Then the train turned towards the west. The drizzle of rain had now become a pour, and it drove so heavily that they could see but little outside. Food was served at noon and afterward many slept in the cramped seats. Dick, despite his stiff position, fell asleep too. By the middle of the afternoon everybody in their coach was slumbering soundly except Sergeant Whitley, who sat by the door leading to the next car.
All that afternoon and into the night the train rattled and moved into the west. The beautiful rolling country was left behind, and they were now among the mountains, whirling around precipices so sharply that often the sleeping boys were thrown from the seats of the coaches. But they were growing used to hardships. They merely climbed back again upon the seats, and were asleep once more in half a minute.
The rain still fell and the wind blew fiercely among the somber mountains. A second engine had been added to the train, and the speed of the train was slackened. The engineer in front stared at the slippery rails, but he could see only a few yards.
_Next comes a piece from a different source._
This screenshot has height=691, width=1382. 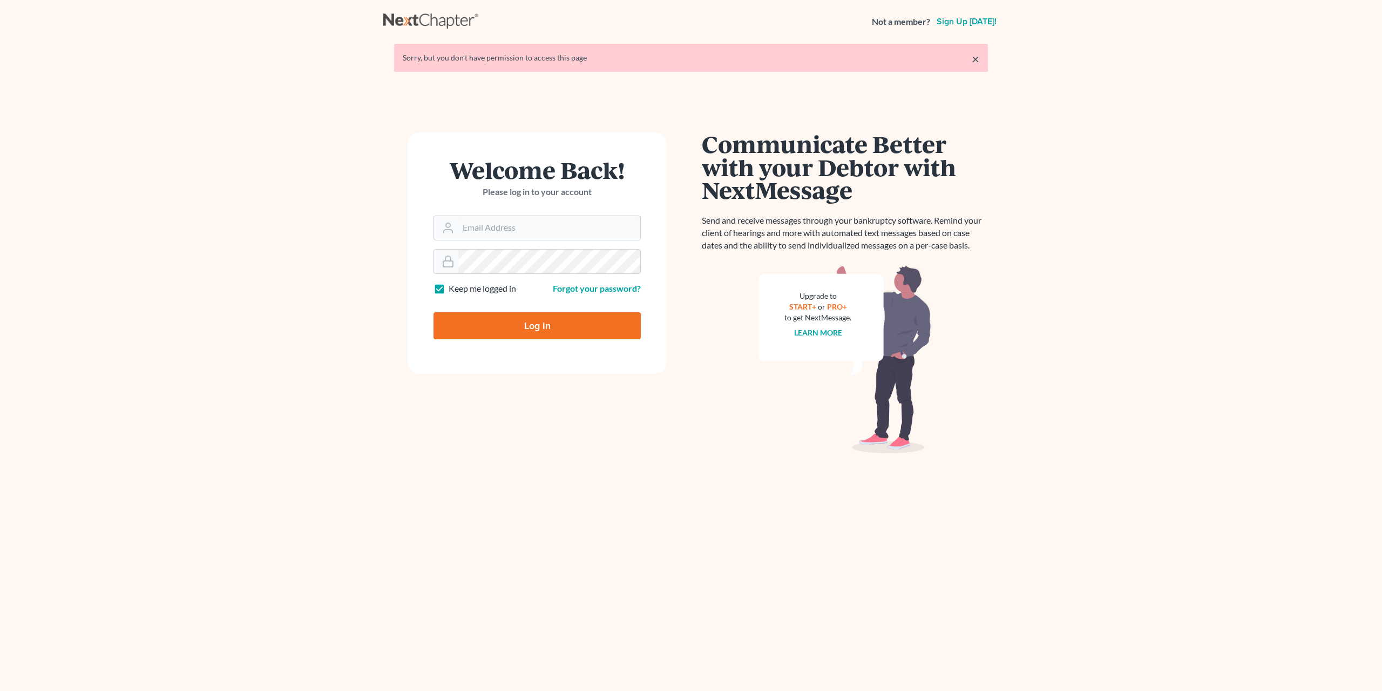 I want to click on h1: Welcome Back!, so click(x=537, y=170).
The pitchy darkness closed in ahead, hiding everything, even the peaks and ridges. The heart of that engineer, and he was a brave man, as brave as any soldier on the battlefield, had sunk very low. Railroads were little past their infancy then and this was the first to cross the mountains. He was by no means certain of his track, and, moreover, the rocks and forest might shelter an ambush.
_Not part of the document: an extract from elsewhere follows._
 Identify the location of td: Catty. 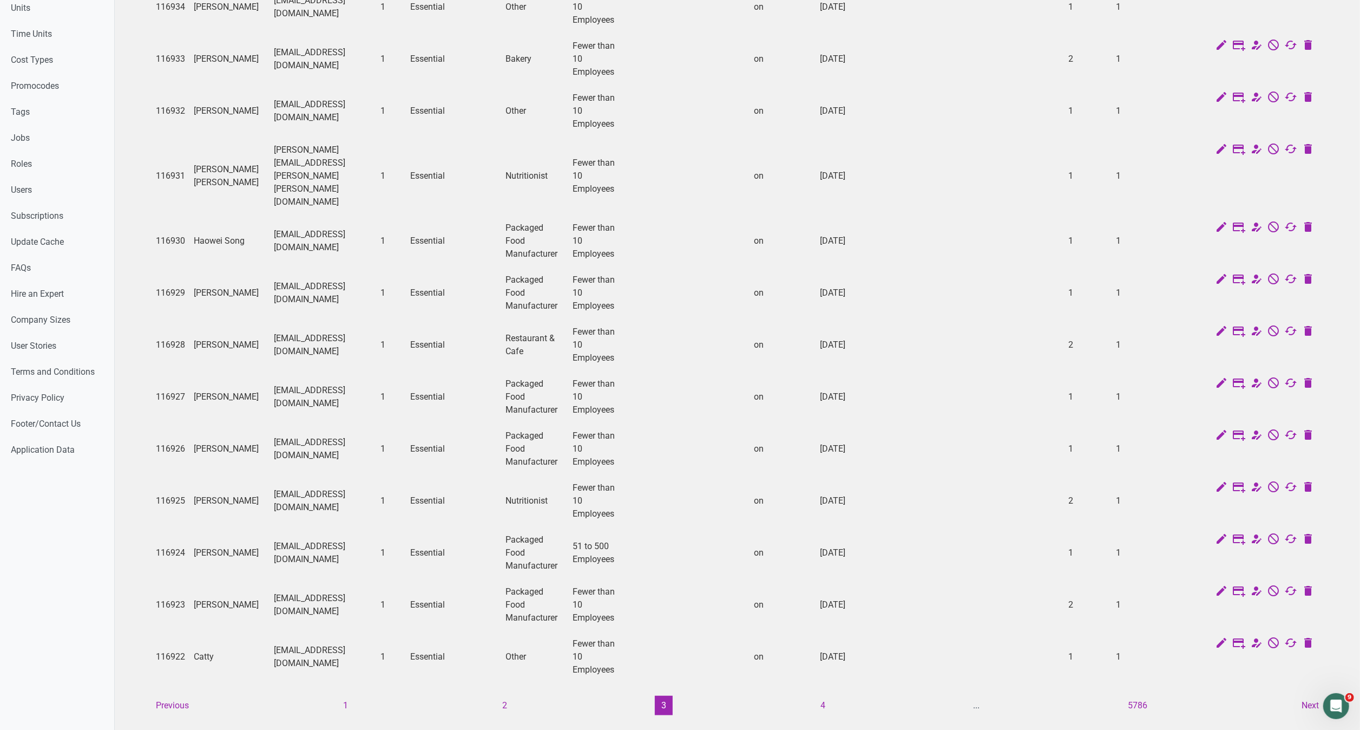
(230, 657).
The Alleghanies and their outlying ridges and spurs are not lofty mountains, but to this day they are wild and almost inaccessible in many places. Nature has made them a formidable barrier, and in the great Civil War those who trod there had to look with all their eyes and listen with all their ears. The engineer was not alone in his anxiety this night. Colonel Newcomb rose from an uneasy doze and he went with Major Hertford into the engineer’s cab. They were now going at the rate of not more than five or six miles an hour, the long train winding like a snake around the edges of precipices and feeling its way gingerly over the trestles that spanned the deep valleys. All trains made a great roar and rattle then, and the long ravines gave it back in a rumbling and menacing echo. Gusts of rain were swept now and then into the faces of the engineer, the firemen and the officers.
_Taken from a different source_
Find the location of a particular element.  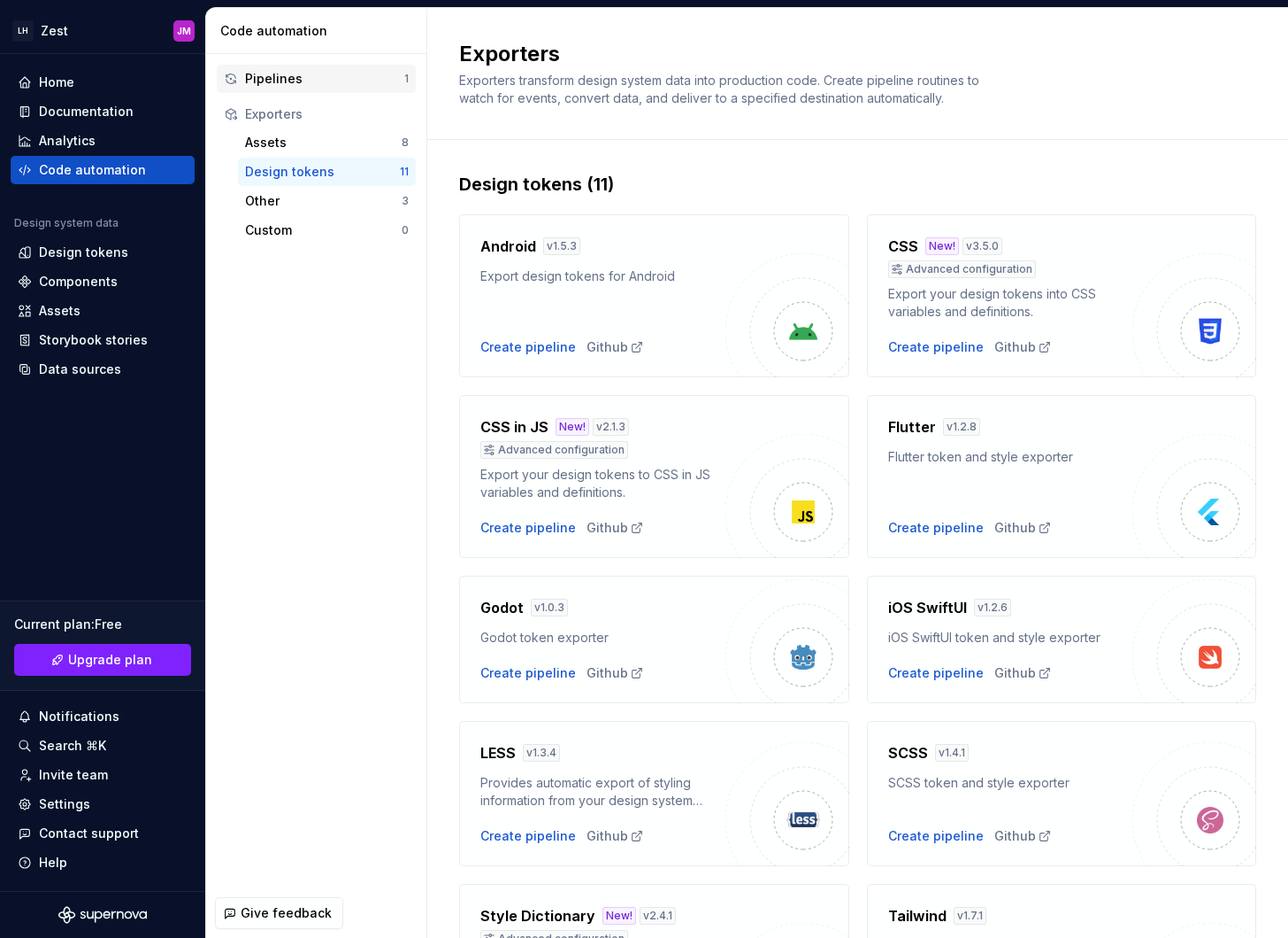

a: Data sources is located at coordinates (102, 369).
“Do you see anything ahead, Canby?” said Colonel Newcomb to the engineer.
“Nothing. That’s the trouble, sir. If it were a clear night I shouldn’t be worried. Then we wouldn’t be likely to steam into danger with our eyes shut. This is a wild country. The mountaineers in the main are for us, but we are not far north of the Southern line, and if they know we are crossing they may undertake to raid in here.”
“And they may know it,” said the colonel. “Washington is full of Southern sympathizers. Stop the train, Canby, when we come to the first open and level space, and we’ll do some scouting ahead.”